We haven't been looking long enough. Eighty years. That's the amount of time that radio telescopes, which allow us to detect alien signals, have been around. And we've been actively searching for aliens for maybe sixty years. That's not very long at all.
We're not looking in the correct place. As previously mentioned, space is big, so there are tons of regions to listen for alien signals. If we're not listening precisely in the direction from which a signal is originating, we'd never hear it. As Andrew Fain explained at Universe Today, it's like trying to speak with your friend on a 250,000,000,000-channel CB radio, without any knowledge of the frequency on which they are transmitting. You'll probably be channel flipping for a long time.
Alien technology may be too advanced. Radio technology may be commonplace here on Earth, but on far-flung worlds, alien societies may have graduated to more advanced communication technologies, like neutrino signals. We can't decipher those just yet.
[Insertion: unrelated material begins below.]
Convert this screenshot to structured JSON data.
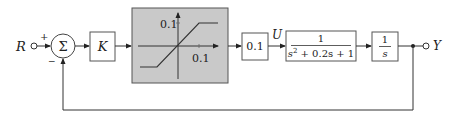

Nobody is transmitting. Instead, everybody may be listening. That's basically how it is here on Earth. Apart from a few paltry efforts to broadcast strong signals over a narrow frequency band towards the stars above, we've barely made our presence known in the universe. In fact, if aliens have radio telescopes similar to what we have on Earth, our television and radio broadcasts would only be detectable up to 0.3 light-years away. That distance doesn't even transcend the farthest reaches of our solar system.